He sat down to meditate. You have only to read your Shakespeare to know this is the way of kings. He soliloquised somewhat in this fashion:

"It's quite clear the cheaper I get the more useless I appear. While I was surrounded with pomp, the people ran after and applauded me; now I get abused by a low cabman. I was like a grand ruin: while the columns stand, and the broken entablatures lie about in picturesque profusion, it is visited, made pictures of, and admired. But take away the old adornments, clear away the ground, and leave only a little pile of useless earth to mark the spot, and Admiration and Wonder, as they turn their backs on it, will soon find Respect at their heels—I see my fate."

The king grew reckless, and ordered an egg for his tea.

You have only to read your poets, and you will see that these sudden desperate acts foreshadow impending doom.

At the moment that Bibbs was wiping a small spot of egg from his beard, his ministers were holding a cabinet council to determine what should be their next move to keep up their popularity.

There was nothing to cut down but the places of themselves and their friends and relations. That was out of the question. The labourer is worthy of his hire, and they had laboured hard to get into their present position.

How would it be if they determined that the king should no longer receive any help from the State, but earn his own living? A little hard work would be good for the king's constitution.

The idea was a popular one. It was carried out. But poor King Bibbs was too old to work, so it occurred to one of the ministers, who knew a City gentleman who had an ugly daughter that he wanted to marry to a person of rank, that by his influence the poor king might be got into an almshouse.
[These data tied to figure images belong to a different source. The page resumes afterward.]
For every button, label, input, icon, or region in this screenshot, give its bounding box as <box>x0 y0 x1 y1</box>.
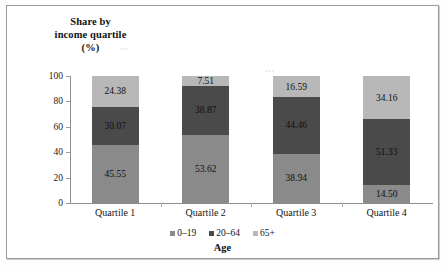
plot-area: 24.3830.0745.557.5138.8753.6216.5944.463… <box>70 76 432 203</box>
stacked-bar[interactable]: 24.3830.0745.55 <box>92 76 139 203</box>
bar-segment[interactable]: 24.38 <box>92 76 139 107</box>
legend-item-65plus[interactable]: 65+ <box>253 228 275 238</box>
legend-label: 0–19 <box>177 228 196 238</box>
y-axis-tick-label: 40 <box>29 148 63 157</box>
bar-segment-value-label: 30.07 <box>92 121 139 131</box>
scan-artifact: ••• <box>265 66 274 76</box>
bar-segment-value-label: 34.16 <box>363 93 410 103</box>
legend-swatch-icon <box>209 231 214 236</box>
legend-item-20-64[interactable]: 20–64 <box>209 228 240 238</box>
y-axis-tick-label: 80 <box>29 97 63 106</box>
bar-segment[interactable]: 38.87 <box>182 86 229 135</box>
legend-item-0-19[interactable]: 0–19 <box>170 228 196 238</box>
x-axis-category-label: Quartile 2 <box>161 207 251 219</box>
bar-segment-value-label: 53.62 <box>182 164 229 174</box>
bar-segment-value-label: 38.87 <box>182 105 229 115</box>
x-axis-category-label: Quartile 3 <box>251 207 341 219</box>
bar-segment[interactable]: 53.62 <box>182 135 229 203</box>
x-axis-category-label: Quartile 4 <box>342 207 432 219</box>
bar-segment[interactable]: 45.55 <box>92 145 139 203</box>
y-axis-tick-label: 0 <box>29 199 63 208</box>
bar-segment[interactable]: 51.33 <box>363 119 410 184</box>
x-axis-category-label: Quartile 1 <box>70 207 160 219</box>
legend-swatch-icon <box>253 231 258 236</box>
chart-title-line-3: (%) <box>23 41 158 54</box>
chart-frame: ••• ••• Share by income quartile (%) 100… <box>6 5 439 259</box>
bar-segment[interactable]: 34.16 <box>363 76 410 119</box>
stacked-bar[interactable]: 16.5944.4638.94 <box>273 76 320 203</box>
chart-title: Share by income quartile (%) <box>23 15 158 54</box>
chart-legend: 0–1920–6465+ <box>7 228 438 238</box>
legend-label: 20–64 <box>216 228 240 238</box>
bar-segment[interactable]: 14.50 <box>363 185 410 203</box>
stacked-bar[interactable]: 34.1651.3314.50 <box>363 76 410 203</box>
stacked-bar[interactable]: 7.5138.8753.62 <box>182 76 229 203</box>
x-axis-title: Age <box>7 242 438 253</box>
bar-segment[interactable]: 7.51 <box>182 76 229 86</box>
bar-segment[interactable]: 38.94 <box>273 154 320 203</box>
legend-label: 65+ <box>260 228 275 238</box>
bar-segment[interactable]: 30.07 <box>92 107 139 145</box>
scanned-page: ••• ••• Share by income quartile (%) 100… <box>0 0 448 270</box>
bar-segment-value-label: 7.51 <box>182 76 229 86</box>
bar-segment-value-label: 44.46 <box>273 120 320 130</box>
y-axis-labels: 100806040200 <box>25 76 63 204</box>
bar-segment-value-label: 24.38 <box>92 86 139 96</box>
chart-title-line-2: income quartile <box>23 28 158 41</box>
bar-segment-value-label: 16.59 <box>273 82 320 92</box>
chart-title-line-1: Share by <box>23 15 158 28</box>
y-axis-tick-label: 20 <box>29 173 63 182</box>
bar-segment[interactable]: 16.59 <box>273 76 320 97</box>
y-axis-tick-label: 100 <box>29 72 63 81</box>
bar-segment[interactable]: 44.46 <box>273 97 320 153</box>
bar-segment-value-label: 51.33 <box>363 147 410 157</box>
bar-segment-value-label: 38.94 <box>273 173 320 183</box>
bar-segment-value-label: 45.55 <box>92 169 139 179</box>
legend-swatch-icon <box>170 231 175 236</box>
y-axis-tick-label: 60 <box>29 122 63 131</box>
bar-segment-value-label: 14.50 <box>363 189 410 199</box>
After some difficulty it was done, and his most gracious Majesty found himself in possession of two small rooms and ten shillings a week.

Any reasonable old monarch, you would think, might have been very comfortable under these circumstances, but wherever he turned he met unfriendly glances. People said almshouses were meant for industrious but unfortunate tradesmen and their wives, and not for bloated old emperors and kings. Here was a monarch not only grinding them down with taxation, but actually taking from them the just reward of virtuous old age.